Writing a collection round a central character – SWC Member’s Webpost By A C Clarke #2
(Previous Webpost from A C Clarke: Putting a poetry collection together)
Having said I wouldn’t write about the virus I thought I would share this thought which occurred to me today on my daily walk: the virus’s only aim is to make more of itself. We as writers are much the same – we want to spread our work as widely as possible, though we hope with only benign effects! And, as the novelist Sarah Perry was saying on the radio last night, the virus is as much part of nature as we are – as birds of prey are, as earthquakes are, as our own mutant cells are. Nature is not a comfort zone though so many of its lovelinesses are a real comfort to many of us just now.
Now to today’s theme. Although I would say that the preponderance of poetry collections are organised round poems reflecting personal experience, there is a growing trend for collections organised round characters, historical or imagined, a hark back perhaps to the narrative and dramatic poems so popular in the nineteenth century and indeed a tradition going back at least to Homer in western culture, and a feature of many other cultures (Gilgamesh, the Mahabharata, The Epic of King Gesar to name three).
These collections may be a single narrative like Alice Oswald’s wonderful Nobody, a flowing poem about a character from Homer abandoned on a stony island; it may be a collection of separate poems dominated by a single character like Jacob Polley’s Jackself where the central character is both a persona for the author himself and an expression of the subversive essence of English folklore. It may be in the voice of the central character or as in Alice Oswald’s Dart, whose central character is a river, in the voice of several characters. There are also many collections organised round a series of characters like Michael Imlah’s The Lost Leader or Gerda Stevenson’s highly successful Quines.
In my two collections to date organised around central characters Fr Meslier’s Confession and A Troubling Woman I have used several voices, including the character’s own, to illustrate different viewpoints. This was something of a presumption because both the eighteenth century atheist priest, Jean Meslier, and the fifteenth century English visionary, Margery Kempe, had very strong voices of their own, Margery in particular! The advantage of developing a voice for the character (as many novelists have testified too) is that once you can hear it in your head it is relatively easy to get it down on paper. But if you are voicing a person who actually existed you need to be clear that your voice for them is an invention!
A different option is using third person narrative, which inevitably conveys authorial judgement just by the words and images chosen. The invented voice does too but doesn’t seem to. Either way the key is to think yourself into the character (as you see that character). Aim to bring them alive.
Following on from writing a collection round a central character, A C Clarke’s next blogpost will look at collaborative work.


** What the exercise asks **
Look through the material and copy each line holding "think".
━━━━━ Listed records
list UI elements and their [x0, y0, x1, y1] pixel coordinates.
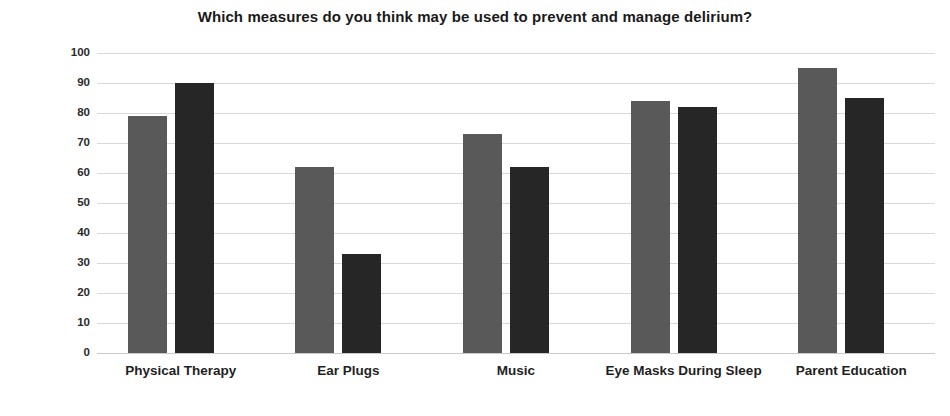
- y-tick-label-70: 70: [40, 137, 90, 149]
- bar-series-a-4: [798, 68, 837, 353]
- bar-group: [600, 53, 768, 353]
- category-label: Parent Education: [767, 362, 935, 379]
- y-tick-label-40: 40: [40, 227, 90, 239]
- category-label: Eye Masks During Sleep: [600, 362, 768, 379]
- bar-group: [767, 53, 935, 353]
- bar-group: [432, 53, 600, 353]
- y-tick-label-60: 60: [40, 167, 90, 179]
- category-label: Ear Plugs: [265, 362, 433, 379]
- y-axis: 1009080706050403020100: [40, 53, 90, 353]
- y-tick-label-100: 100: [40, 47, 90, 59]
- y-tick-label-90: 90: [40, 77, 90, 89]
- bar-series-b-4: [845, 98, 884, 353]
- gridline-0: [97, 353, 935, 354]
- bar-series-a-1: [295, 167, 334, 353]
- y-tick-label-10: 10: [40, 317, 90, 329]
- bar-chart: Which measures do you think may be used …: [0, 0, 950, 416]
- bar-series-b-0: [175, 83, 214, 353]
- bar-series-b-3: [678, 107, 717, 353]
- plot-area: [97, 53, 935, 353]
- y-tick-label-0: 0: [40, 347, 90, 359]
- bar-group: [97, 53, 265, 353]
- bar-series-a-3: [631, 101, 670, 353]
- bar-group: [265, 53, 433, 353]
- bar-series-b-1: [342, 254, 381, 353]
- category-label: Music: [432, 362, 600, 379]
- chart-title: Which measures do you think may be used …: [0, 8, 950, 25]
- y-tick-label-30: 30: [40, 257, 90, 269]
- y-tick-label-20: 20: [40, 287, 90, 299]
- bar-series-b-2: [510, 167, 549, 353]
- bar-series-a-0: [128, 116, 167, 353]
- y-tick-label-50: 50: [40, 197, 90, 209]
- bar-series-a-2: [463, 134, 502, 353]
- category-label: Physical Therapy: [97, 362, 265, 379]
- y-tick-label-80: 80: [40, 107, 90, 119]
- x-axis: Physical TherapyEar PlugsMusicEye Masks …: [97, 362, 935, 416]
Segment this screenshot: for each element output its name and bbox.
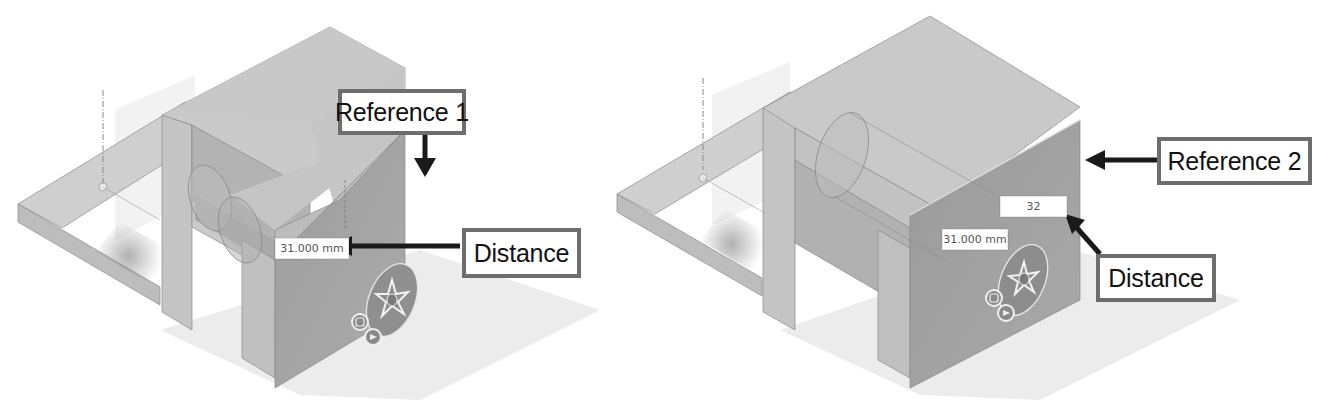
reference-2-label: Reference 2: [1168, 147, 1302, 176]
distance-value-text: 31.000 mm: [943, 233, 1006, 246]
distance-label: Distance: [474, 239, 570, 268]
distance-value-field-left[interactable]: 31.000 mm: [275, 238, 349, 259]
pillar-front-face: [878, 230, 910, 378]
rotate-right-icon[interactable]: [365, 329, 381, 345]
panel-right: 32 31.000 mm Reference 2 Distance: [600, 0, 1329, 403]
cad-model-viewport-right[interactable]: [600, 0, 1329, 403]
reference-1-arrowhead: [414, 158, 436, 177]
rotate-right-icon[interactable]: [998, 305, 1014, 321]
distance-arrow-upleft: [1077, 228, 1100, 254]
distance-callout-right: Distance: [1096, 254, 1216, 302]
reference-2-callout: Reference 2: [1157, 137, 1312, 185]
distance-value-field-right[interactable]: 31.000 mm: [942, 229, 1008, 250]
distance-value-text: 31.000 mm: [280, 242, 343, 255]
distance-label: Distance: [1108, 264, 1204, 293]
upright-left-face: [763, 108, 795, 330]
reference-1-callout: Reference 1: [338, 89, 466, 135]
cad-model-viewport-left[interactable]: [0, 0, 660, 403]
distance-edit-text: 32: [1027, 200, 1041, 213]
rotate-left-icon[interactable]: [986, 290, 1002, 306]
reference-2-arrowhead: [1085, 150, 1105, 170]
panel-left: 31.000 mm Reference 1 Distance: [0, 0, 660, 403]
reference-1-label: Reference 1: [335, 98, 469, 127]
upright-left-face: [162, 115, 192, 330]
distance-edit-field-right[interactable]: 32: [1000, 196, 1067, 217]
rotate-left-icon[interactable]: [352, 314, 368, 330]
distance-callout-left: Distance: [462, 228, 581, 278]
━━━━━━━━━━
** Solution for this exercise **
- bar-chart: Which measures do you think may be used …: [0, 0, 950, 416]
- chart-title: Which measures do you think may be used …: [0, 8, 950, 25]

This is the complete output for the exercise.